Netflix’s new Death Note widely panned, but it’s actually pretty good

netflix-death-note

A new adaptation of Tsugumi Ohba‘s Death Note is now available on Netflix. It’s a relatively short version of the much longer manga which attempts to summarize the story into an hour and forty minute live-action film.

If you’re not familiar with the story, the idea is that a Death God (or Shinigami in Japanese) grants a Death Note to a high school student who then uses it to exact his own brand of justice by killing criminals. The note is a book that kills anyone whose name is written in it.

The theme that follows discusses the nature of good and evil, as it pits Light (the boy with the note) against L, a young detective tasked with catching him (pictured above).

The film is getting a lot of flack, and much of it is inspired by the disdain people have for replacing the main character with a white guy. Frankly, it doesn’t bother me at all. Go ahead, call me a racist. The fact of the matter is that this version is a new version, set in America, for American audiences and most high school males in America are white.

The director also chose to recast L as a black teen, and in this he couldn’t have made a better choice. Lakeith Stanfield (of recent Get Out fame, he was the guy in the opening scene who gets captured, and later screams the films title at the protagonist) as L does an amazing job, capturing the quirkiness of L and adding his own twist as the plot of the film changes to demonstrate what happens when L loses his cool.

Both boys do an excellent job capturing the essence of their characters, and while this version is obviously a retelling with much changed from the original, both characters still retain much of their original personalities. That said, there are clear differences. In the original, both L and Light were way more complex, intelligent, and calculating. As someone who’s watched the original cartoon and Japanese live-action adaptations, it’s obvious that this is a completely new version and the characters are different. Light was a bit darker and much more cunning, in this version a lot of those darker aspects are embodied by his girlfriend, Mia.
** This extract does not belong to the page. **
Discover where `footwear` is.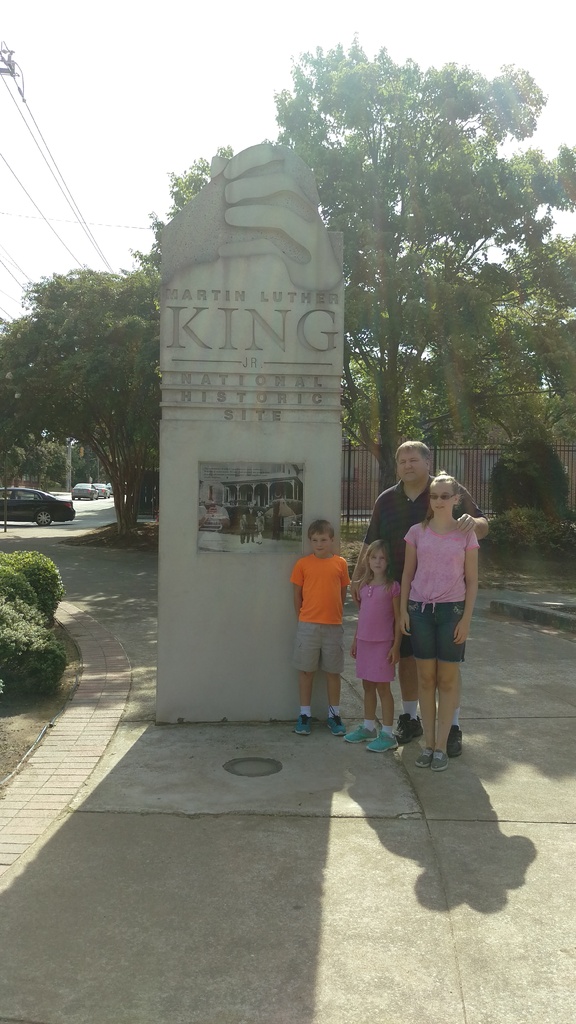
Discovered at bbox=[292, 714, 315, 739].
I’m okay with that. Naturally you can’t take the complexities and complete personalities from characters who have multiple mangas or 30+ episodes and port them over to a ~1.5 hour film. You can’t keep everything, and a lot must be left on the cutting room floor, that’s the nature of adapting a work across mediums. This is also a retelling in which much of the story is completely different. So please, spare me your cries of “OMFG THEY CHANGED X,Y,Z ::RAGE::”

We also have to acknowledge that there’s a huge chunk of hella sensitive social-justice types who were going to pan the film just because there’s a white guy in Light’s shoes. Guess what kids – that’s racist. I also find it incredibly hypocritical that when you recast a minority as another minority that’s fine, but when you recast one as a white guy the temper tantrum potential on Twitter goes sky high.
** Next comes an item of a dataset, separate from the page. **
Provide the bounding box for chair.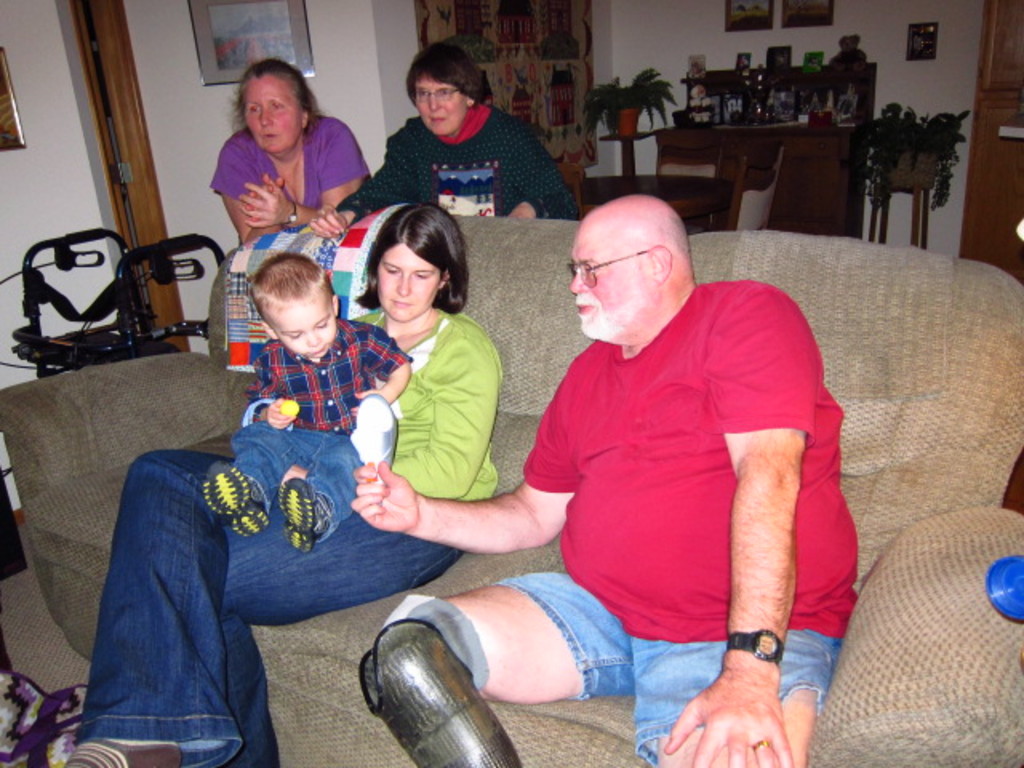
(left=554, top=162, right=587, bottom=213).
“White people are the oppressors! Victimization! Colonialism!”

No, actually psychopaths are the oppressors and they exist across all races. Go read a book. They also use moronic, uniformed and incredibly emotional kids like yourselves in order to co-opt large social movements and turn them into vehicles of more oppression. Prime examples are the Nazi takeover of Germany and the Soviet revolution in Russia, but I digress.

The film itself is well-paced, with excellent performances. The script does have one major plot hole – Ryuk’s name appears in the note in a warning scrawled by a previous keeper. That should have killed Ryuk. Later, Light and Ryuk have a disagreement and Light threatens to scrawl his name in the book, Ryuk tells us that no one has ever gotten more than two letters… obviously a contradiction. Not sure why they didn’t fix that.
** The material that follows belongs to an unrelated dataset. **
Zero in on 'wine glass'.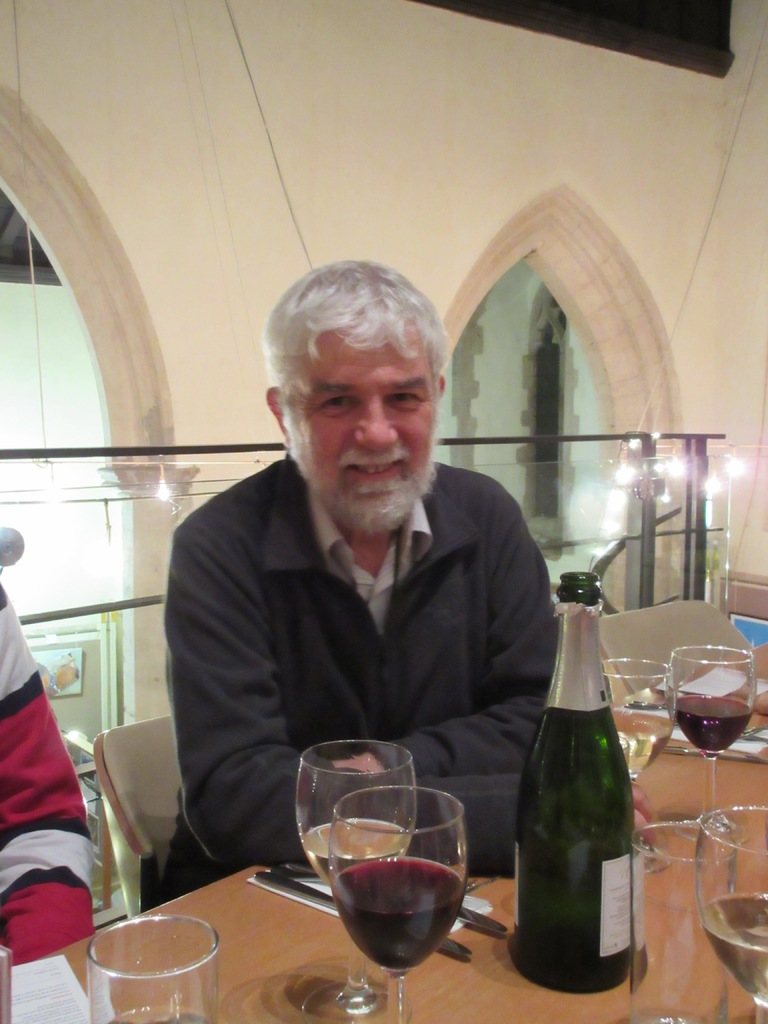
Zeroed in: x1=92, y1=915, x2=226, y2=1023.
Other than that, the rest of the film flows pretty well. The plot is solid and moves along without lagging. The cinematography is excellent with lots of amazing shots. The use of water and rain really plays into the mood of the film and elaborates on the characters feelings. The music is really trippy and gives the film an 80s vibe which has been common since Stranger Things did it. The ending is rather nebulous, which lets us imagine what happens for ourselves and also leaves the possibility for a sequel, which I doubt we’ll see given the current climate.

The major thing viewers seem incapable of doing is seeing this as a stand-alone version of the story. It’s different. It’s compressed, simplified, and it was naturally not going to be the same as the manga, the cartoon, or the Japanese live-action series. If you want a version more true to the original, watch those. This version gives us a glimpse of an Americanized retelling and also cuts down on the amount of time you need to dedicate toward watching it.

I had fun watching it, others will too.